PARIS, 25 Mar. (IPS)

According an Iranian scholar, the last elections proves that the present clerical regime of Iran, being not reformable, has reached its end.

In an interview carried on Wednesday by the French Communist Party organ "L’Humantie", Ramin Kamran, who teaches at the Institut National des Langues et Civilisations in Paris describes the latest legislative elections to a "metaphor" in the Islamic Republic, where candidates are "pre-selectionned" by the non-elcted Council of the Guardians.

"To speak about elections within the framework of an Islamic regime is a metaphor, since from the beginning, the elections were reserved to the islamist candidates. Thus these elections do not change anything radically with the ongoing policies nor, naturally, in the nature of the regime. At the bottom, these elections are kind of regularly organized plebiscites of which the principal goal is to show that people, while going to vote, support the regime in its entirety. What is important is the rate of participation which counts, not for who one votes. At the end, it is white turban and turban white. In this fight between the factions, of which I am not sure that one can regard them as "reformers" on one side and "conservatives" on the other, one faction had been evicted from the Parliment under the pressure of the other".

L’Humanite - One all the same saw a dichotomy between "Islamic reformers" and "secular reformers"?

Ramine Kamran - There are only turbanned islamists and islamists without turban. For twenty-five years, the number of islamists without turban has always been very large. There is no difference on Islamism, the heritage of Khomeyni or on the Constitution. The two largest factions are in fact made up of many smaller factions, and are alliances which, in fact, face each other in a tribal manner. One sees various political tendencies among reformers but these differences do not go beyond the islamist regime. In the other camp, which has just won, there is no more homogeneity. On occasions, these small factions can change camp. If people do not vote, it is because they think that there is nothing at stake. Khatami lost the credit which he enjoyedd since he first was elected.

L’Humanite - There is a paradox: On the one hand, one witnesses a reinforcement of political Islam within the Moslem world, and on the other, in Iran, people seem to be rejecting it?

Ramine Kamran - It is normal: It was from Iran that the Islamist movement first started. The Iranians were the first to judge on experience the merits of an islamist regime. And they were the first to reject it. The others always have the illusion, the utopia, as well as other motivations which push them, wrongly, to think that Islamism can be regarded as a solution. In my opinion, Islamism is a problem, not a solution.

L’Humanite - One did not see a popular movement supporting the reformers when they were facing an iron arm from the part of the conservatives just a few weeks before the elections. From where can the solution come?
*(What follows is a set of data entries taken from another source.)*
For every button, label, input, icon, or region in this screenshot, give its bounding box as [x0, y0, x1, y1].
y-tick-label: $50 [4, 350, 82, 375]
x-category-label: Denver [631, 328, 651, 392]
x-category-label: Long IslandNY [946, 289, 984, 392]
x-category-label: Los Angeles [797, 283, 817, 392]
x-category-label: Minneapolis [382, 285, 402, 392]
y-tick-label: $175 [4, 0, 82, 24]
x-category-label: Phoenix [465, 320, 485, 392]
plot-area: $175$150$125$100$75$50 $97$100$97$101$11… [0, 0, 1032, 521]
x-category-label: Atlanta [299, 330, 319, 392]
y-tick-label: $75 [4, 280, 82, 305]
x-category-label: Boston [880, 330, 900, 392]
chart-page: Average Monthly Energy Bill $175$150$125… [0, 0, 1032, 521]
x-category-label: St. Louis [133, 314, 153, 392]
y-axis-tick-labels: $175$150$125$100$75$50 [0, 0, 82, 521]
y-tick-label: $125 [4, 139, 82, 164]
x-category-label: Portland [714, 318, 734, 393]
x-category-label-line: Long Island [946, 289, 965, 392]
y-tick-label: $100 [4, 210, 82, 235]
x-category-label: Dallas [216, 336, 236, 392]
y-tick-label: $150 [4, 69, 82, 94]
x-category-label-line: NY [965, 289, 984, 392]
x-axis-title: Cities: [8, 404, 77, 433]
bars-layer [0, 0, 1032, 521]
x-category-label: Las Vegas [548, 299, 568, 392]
Ramin Kamran - The students, more than any other class in Iran, express the aspirations of the society. Since 1999, their rupture was consumed with Khatami. They descended in the street to claim a free regime, democracy and secularity. This is the first time in the Moslem world where the request for secularity comes from the body of the society. Until now this demand has always been imposed from the top under authoritative state -- Atatürk or Pahlavi --.This time, and in reaction against the islamist regime, it is the reverse. Without exaggerating, one can put this movement in parallel with what which occurred in Europe in XVIe and the XVIIe centuries, after the wars of religion, where the idea of tolerance emerged and imposed itself. People in Iran aspire to secularity. In other words, they want no more mollah and no more religion in politics. Can one live in democracy in a religious regime? I don’t think, and this is an extremely widespread idea in Iran. People want to go towards secularity, towards a secular system where there could be democracy, therefore equality of the citizens, therefore religious tolerance and so on. From this point of view, there is no solution but by getting out of this regime. That is called a revolution. Everyone wish that this is accomplished with the least possible violence. However, nad in anyway it happens, it would be the end of the khomeinist regime.

L’Humanite – And who would carry this idea?
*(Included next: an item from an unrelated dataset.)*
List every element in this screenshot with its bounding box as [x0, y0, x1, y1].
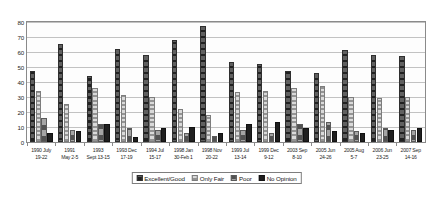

Ramin Kamran – I can’t tell you. Sine the assassination of Shapour Bakhtiar, who, after Mosadeq, was the greatest figure of liberal and secular democracy in Iran, there is no a federating personality. However, with the idea being well generalised, well rooted and widespread, one can be certain that one day or another, somebody would emerge. The important point is the the people have undestood what is really a stake.

ENDS KHOMEINISM 25304

Editor’s note: Ramin Kamran has just published "Islamism in Impass" in Éditions Buchet-Chastel.

http://www.iran-press-service.com/articles_2004/Mar_04/khomeinism_end_25304.htm
17 posted on 03/26/2004 8:56:38 AM PST by DoctorZIn (Until they are Free, "We shall all be Iranians!")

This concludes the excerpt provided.